Distillations are valuable up to the point that they lead to over generalizations that hinder clear thinking.

I stop at the three categories I settled at because I believe that to combine those together I begin to lose distinctions that are essential to COIN process. Now, if I am merely a "counterinsurgent" or conducting "counter guerrilla" operations, it does not matter if I lump these three distinct categories of causal motivation together, as all I want to do is destroy those who dare to challenge the government with illegal violence.

It is this type of thinking that leads to combining the rural, largely apolitical, resistance insurgency in Afghanistan along with the highly political revolutionary insurgency of the Taliban leadership in Pakistan. We then go on to engage one in hopes of curing the other; conflate them as a monolith; and generally end up applying the wrong solutions to the problems, or applying a potentially workable solution to one end of the problem, while addressing the other end in a manner that neutralizes the good effects and makes the entire problem worse.

If you consider the real success behind the surge was that Gen Petraeus essentially recognized these three distinct segments and tailored his approach to each. He left the Kurds alone and did not press the issue of the central Iraqi government exerting its sovereignty over them. Satisfied, this largely took them out of the fight. For the Sunni it was largely a resistance. They had held power, and were now excluded and in danger of being dominated by a Shia/Kurd government. By reaching out to the Sunni and addressing their concerns at being excluded he began to take them out of the fight as well. For the Shia it was a mix of resistance and revolutionary; wanting the foreigners to leave and to exert their own dominion over the government. (AQ really was not part of this. They were never "insurgents," they were foreign fighters who traveled to Iraq to inflict pain on the West and advance their own political agenda. The majority of those foreign fighters being members of nationalist insurgent movements (revolutionary) in the various Arab states they came from (Saudi Arabia, Libya, Tunisia, Yemen, Algeria, Egypt, Syria, etc). AQ was conducting UW with the Iraqi populace as well.

If we would have continued to apply a "one size fits all" approach we would still be mired in high level combat there. Surging troops and pop-centric tactics are all ancillary to the larger strategic understanding of the problem. As is so often the case in insurgencies and interventions, often the greatest aspect of the cure receives the least credit.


To do:
Report back every line below that carries the word "incident".

### Data records

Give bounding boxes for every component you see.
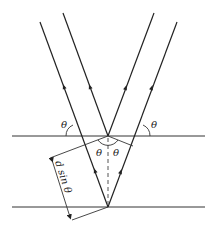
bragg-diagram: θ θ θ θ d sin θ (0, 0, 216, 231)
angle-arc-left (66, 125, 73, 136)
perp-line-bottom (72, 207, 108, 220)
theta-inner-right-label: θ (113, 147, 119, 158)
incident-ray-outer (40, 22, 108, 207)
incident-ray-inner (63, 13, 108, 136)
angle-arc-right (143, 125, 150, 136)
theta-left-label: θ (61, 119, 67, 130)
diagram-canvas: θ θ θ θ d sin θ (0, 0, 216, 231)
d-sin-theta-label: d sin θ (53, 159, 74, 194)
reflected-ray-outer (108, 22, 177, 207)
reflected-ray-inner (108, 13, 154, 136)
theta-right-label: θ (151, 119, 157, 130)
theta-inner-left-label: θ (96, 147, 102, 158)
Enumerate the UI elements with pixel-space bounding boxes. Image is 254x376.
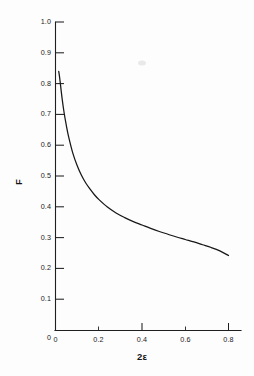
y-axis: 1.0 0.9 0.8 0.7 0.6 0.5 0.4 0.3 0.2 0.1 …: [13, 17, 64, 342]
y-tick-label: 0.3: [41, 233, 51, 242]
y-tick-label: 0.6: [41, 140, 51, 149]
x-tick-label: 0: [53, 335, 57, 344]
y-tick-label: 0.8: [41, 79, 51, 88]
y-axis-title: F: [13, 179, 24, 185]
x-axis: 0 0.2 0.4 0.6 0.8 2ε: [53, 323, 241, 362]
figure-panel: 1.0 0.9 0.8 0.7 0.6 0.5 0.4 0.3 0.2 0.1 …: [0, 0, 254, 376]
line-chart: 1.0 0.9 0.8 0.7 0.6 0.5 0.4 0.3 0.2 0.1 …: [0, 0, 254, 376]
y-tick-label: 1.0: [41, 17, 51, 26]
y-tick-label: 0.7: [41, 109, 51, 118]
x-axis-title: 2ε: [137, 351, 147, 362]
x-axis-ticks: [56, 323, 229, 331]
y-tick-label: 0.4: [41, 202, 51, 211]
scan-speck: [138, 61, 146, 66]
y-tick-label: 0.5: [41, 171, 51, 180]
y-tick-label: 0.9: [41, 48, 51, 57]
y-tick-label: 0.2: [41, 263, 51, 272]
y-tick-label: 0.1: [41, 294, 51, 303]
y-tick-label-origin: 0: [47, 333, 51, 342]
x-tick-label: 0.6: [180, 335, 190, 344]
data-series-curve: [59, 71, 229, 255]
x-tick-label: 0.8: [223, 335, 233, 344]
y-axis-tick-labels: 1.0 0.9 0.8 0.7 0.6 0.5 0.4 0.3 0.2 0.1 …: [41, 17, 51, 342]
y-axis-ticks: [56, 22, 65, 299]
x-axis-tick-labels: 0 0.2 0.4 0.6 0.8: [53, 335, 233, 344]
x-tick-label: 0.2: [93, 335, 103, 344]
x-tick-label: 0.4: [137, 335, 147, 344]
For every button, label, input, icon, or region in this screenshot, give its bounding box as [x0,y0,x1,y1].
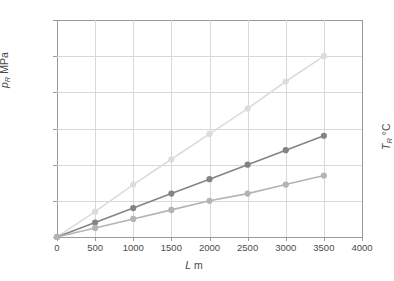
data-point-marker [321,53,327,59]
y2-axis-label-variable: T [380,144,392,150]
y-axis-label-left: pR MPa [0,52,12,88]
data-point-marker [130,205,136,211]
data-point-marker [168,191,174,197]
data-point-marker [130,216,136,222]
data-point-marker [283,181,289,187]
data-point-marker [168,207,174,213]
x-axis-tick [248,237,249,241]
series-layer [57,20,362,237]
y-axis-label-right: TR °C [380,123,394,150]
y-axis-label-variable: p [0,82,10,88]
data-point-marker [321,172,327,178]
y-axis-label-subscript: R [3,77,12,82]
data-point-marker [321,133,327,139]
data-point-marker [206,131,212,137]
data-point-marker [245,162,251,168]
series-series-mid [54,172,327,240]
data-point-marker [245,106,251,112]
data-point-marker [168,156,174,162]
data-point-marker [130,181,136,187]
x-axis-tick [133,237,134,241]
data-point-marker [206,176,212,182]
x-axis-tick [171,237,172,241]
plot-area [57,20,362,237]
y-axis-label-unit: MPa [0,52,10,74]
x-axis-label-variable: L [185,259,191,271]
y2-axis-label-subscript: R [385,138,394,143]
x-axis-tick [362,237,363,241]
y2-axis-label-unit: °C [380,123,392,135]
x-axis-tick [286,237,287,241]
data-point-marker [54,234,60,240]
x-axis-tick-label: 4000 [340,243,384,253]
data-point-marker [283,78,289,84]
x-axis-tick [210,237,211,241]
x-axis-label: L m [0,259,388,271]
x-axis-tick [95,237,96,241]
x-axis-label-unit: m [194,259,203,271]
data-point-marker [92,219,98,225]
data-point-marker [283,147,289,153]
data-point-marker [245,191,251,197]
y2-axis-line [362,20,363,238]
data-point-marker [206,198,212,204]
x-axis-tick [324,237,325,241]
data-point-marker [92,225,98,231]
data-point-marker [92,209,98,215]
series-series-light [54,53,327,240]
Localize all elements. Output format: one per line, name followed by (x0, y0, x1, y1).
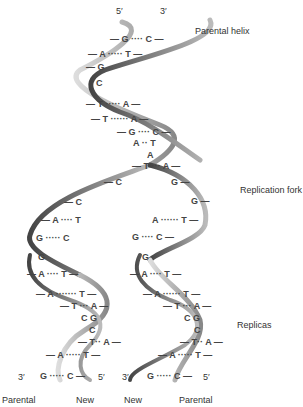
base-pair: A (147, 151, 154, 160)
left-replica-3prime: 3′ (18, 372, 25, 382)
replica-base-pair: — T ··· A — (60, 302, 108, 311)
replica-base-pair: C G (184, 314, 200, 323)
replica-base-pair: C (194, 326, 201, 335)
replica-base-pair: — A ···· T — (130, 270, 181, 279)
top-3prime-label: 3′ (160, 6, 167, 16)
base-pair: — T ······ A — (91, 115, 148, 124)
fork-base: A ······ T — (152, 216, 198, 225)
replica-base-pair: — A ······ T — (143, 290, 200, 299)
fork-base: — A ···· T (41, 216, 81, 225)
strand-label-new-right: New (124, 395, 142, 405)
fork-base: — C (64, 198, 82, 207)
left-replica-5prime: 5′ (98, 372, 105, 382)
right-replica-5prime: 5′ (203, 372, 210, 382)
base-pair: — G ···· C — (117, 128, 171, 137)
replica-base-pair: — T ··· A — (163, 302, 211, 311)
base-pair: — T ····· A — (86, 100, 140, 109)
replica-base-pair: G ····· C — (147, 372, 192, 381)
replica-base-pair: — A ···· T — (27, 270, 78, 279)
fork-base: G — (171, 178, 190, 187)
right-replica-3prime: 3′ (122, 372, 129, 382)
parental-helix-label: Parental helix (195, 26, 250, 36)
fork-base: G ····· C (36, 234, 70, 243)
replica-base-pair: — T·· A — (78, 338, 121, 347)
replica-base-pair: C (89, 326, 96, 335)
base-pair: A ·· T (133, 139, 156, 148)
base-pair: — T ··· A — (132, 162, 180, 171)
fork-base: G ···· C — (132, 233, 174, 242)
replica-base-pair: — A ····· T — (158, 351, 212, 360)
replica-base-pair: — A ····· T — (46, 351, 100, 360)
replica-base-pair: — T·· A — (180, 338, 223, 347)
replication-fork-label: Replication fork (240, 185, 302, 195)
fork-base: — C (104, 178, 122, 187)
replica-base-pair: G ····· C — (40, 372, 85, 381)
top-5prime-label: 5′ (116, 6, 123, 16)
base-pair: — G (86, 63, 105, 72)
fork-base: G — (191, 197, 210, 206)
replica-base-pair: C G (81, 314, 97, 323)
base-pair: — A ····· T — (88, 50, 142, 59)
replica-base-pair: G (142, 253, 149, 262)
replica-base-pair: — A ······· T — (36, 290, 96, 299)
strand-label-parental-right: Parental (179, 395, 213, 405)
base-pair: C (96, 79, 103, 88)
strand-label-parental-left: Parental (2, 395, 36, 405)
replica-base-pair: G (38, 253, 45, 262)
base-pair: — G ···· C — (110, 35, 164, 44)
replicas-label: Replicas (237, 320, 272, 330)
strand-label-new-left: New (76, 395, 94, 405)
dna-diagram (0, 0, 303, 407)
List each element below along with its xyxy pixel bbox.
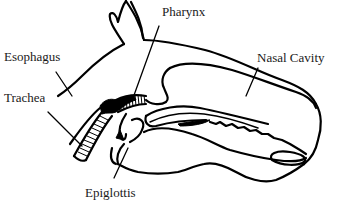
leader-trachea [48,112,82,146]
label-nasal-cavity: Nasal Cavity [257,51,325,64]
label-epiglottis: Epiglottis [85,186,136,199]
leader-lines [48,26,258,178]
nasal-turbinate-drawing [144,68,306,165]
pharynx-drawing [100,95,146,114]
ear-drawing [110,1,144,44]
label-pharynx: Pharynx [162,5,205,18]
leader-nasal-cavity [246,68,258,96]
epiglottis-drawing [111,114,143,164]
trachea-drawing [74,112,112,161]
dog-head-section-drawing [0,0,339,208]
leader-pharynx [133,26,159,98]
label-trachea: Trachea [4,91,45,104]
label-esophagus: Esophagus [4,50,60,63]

######

Reply to the exercise:
incident-ray-outer (40, 22, 108, 207)
incident-ray-inner (63, 13, 108, 136)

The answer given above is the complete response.